Byzantine Poetry from Pisites to Geometers

(ff) #1

306 Appendix III


di ARR^1 , perchè ci è parso che esso rivesta un carattere meno personale, e
quindi sia più adatto per un’ epigrafe, rispetto all’ Äß dok0 di CMOO^1 nel v. 5.
Però se Äß dok0 doveva trovarsi in origine nella poesia, come lasciarebbe
supporre il parallelo ìn doko ̄n del v. 6, sarebbe forse ARR^1 il rimaneggiamento
della poesia fatto dall’ autore o da altri al momento d’ essere incisa, per meglio
adattarla allo stile epigrafico?”^5. However, as I explained on pp. 233–236, the
epitaph on Nikephoros Phokas was never intended to be inscribed on his tomb,
but instead circulated as a political pamphlet in 988–989. The divergent read-
ings of ARR^1 should indeed be viewed as a “rimaneggiamento” by someone
trying to turn the fictitious epitaph into a genuine verse inscription.

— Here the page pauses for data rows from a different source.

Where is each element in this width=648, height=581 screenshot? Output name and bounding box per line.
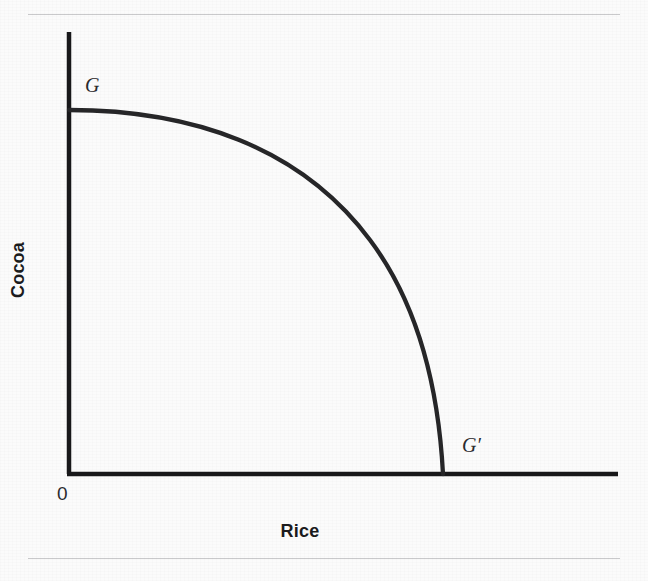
x-axis-title: Rice xyxy=(0,521,600,542)
label-g: G xyxy=(85,74,99,97)
origin-label: 0 xyxy=(57,483,68,505)
ppf-figure: Cocoa Rice G G′ 0 xyxy=(0,0,648,581)
label-g-prime: G′ xyxy=(462,434,481,457)
ppf-curve xyxy=(69,110,443,474)
y-axis-title: Cocoa xyxy=(8,238,29,302)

The text
as presented by ARR^1 is stylistically, grammatically and metrically superior to
that of the other manuscripts; most probably though ARR^1 do not offer the
text of the poet himself, but that of a clever emendator. Since texts usually get
worse each time they are copied, it is quite understandable why Mercati based
his edition on the readings of ARR^1. But at least some of the oddities and
ramshackle constructions we find in the other manuscripts containing the text
of the epitaph, go back to the archetype of the manuscript tradition and
presumably to the poet himself.
As I cannot explain the above without going into great detail, I will re-edit
the epitaph. For my edition I use Mercati’s and Thurn’s critical apparatus as
well as some supplementary information found in other publications^6.

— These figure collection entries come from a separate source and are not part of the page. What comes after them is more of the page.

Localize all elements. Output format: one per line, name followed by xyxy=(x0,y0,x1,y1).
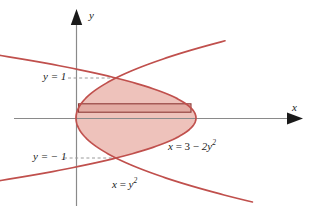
curve2-label-eq: = xyxy=(117,178,129,190)
curve-label-term: 2y xyxy=(202,140,212,152)
curve-label-eq: = xyxy=(173,140,185,152)
representative-strip xyxy=(79,104,192,112)
curve2-label-exponent: 2 xyxy=(134,176,138,185)
curve-label-right-parabola: x = 3 − 2y2 xyxy=(168,138,216,152)
y-axis-arrow-icon xyxy=(71,9,82,25)
y-axis-label: y xyxy=(89,9,94,21)
x-axis-label: x xyxy=(292,101,297,113)
curve-label-minus: − xyxy=(193,140,202,152)
curve-label-left-parabola: x = y2 xyxy=(112,176,137,190)
x-axis-arrow-icon xyxy=(287,113,303,125)
gridline-label-lower: y = − 1 xyxy=(33,150,66,162)
strip-rectangle xyxy=(79,104,192,112)
gridline-label-upper: y = 1 xyxy=(43,70,66,82)
figure-canvas: y x y = 1 y = − 1 x = 3 − 2y2 x = y2 xyxy=(0,0,318,224)
plot-svg xyxy=(0,0,318,224)
curve-label-const: 3 xyxy=(185,140,193,152)
curve-label-exponent: 2 xyxy=(212,138,216,147)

The epitaph can be found in the following manuscripts: A = Vindob. Hist.
gr. 35 (s. XII), fol. 106r; C = Par. Coisl. gr. 136 (s. XII), fol. 101v; M = Matrit.
Vitr. 26-2 (s. XII), fol. 157r (in the margin of the page); N = Marc. XI 22
(s. XIV), fol. 87v; O^1 = Vat. Ottob. gr. 361 (s. XV), fol. 168v; R = Vat. Reg.

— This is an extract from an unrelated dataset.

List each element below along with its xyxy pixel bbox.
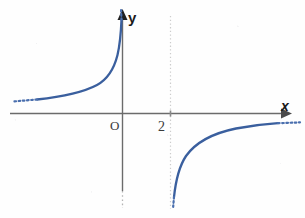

gr. 166 (s. XV?)^7 , fol. 212r; R^1 = Vat. Reg. gr. 86 (s. XV–XVI), fol. 122r; O =
Vat. Ottob. gr. 309 (s. XVI), fol. 168r8.
R and R^1 offer exactly the same readings as A, with only one difference in
v. 5: barb1roiß kaò qhr5oiß, whereas A has barbariko¦ß qhr5oiß. The three mss.


(^5) MERCATI 1921a: 255.
(^6) For the readings of N, see MERCATI 1923. See also HÖRANDNER 1970: 109–113. For the
text of v. 23 in M, see ŠEVCENKO 1969–70: 190, n. 11.
(^7) Mercati dates R to the fifteenth century, but the lemma attached to the epitaph in R
[also found in O and in Hierosolym. 441 (see following footnote)] cannot have been
written before 1543. According to the lemmatist, the tomb of Nikephoros II Phokas (he
means: Nikephoros III Botaneiates) was to be found in the Peribleptos monastery,
“which nowadays is called Sulumanastir and which the Armenians -alas!- are allowed to
inhabit by God’s dispensation”. The Peribleptos monastery became the site of the
Armenian patriarchate in 1543.
(^8) Ms. Hierosolym. Patr. 441 (s. XVII–XVIII), fol 155r, also contains the epitaph on
Phokas: see MERCATI 1921a: 254, n. 4 and MERCATI 1923: 257. To judge from the lemma
and the incipit, the text in this ms. seems to be similar to that of O.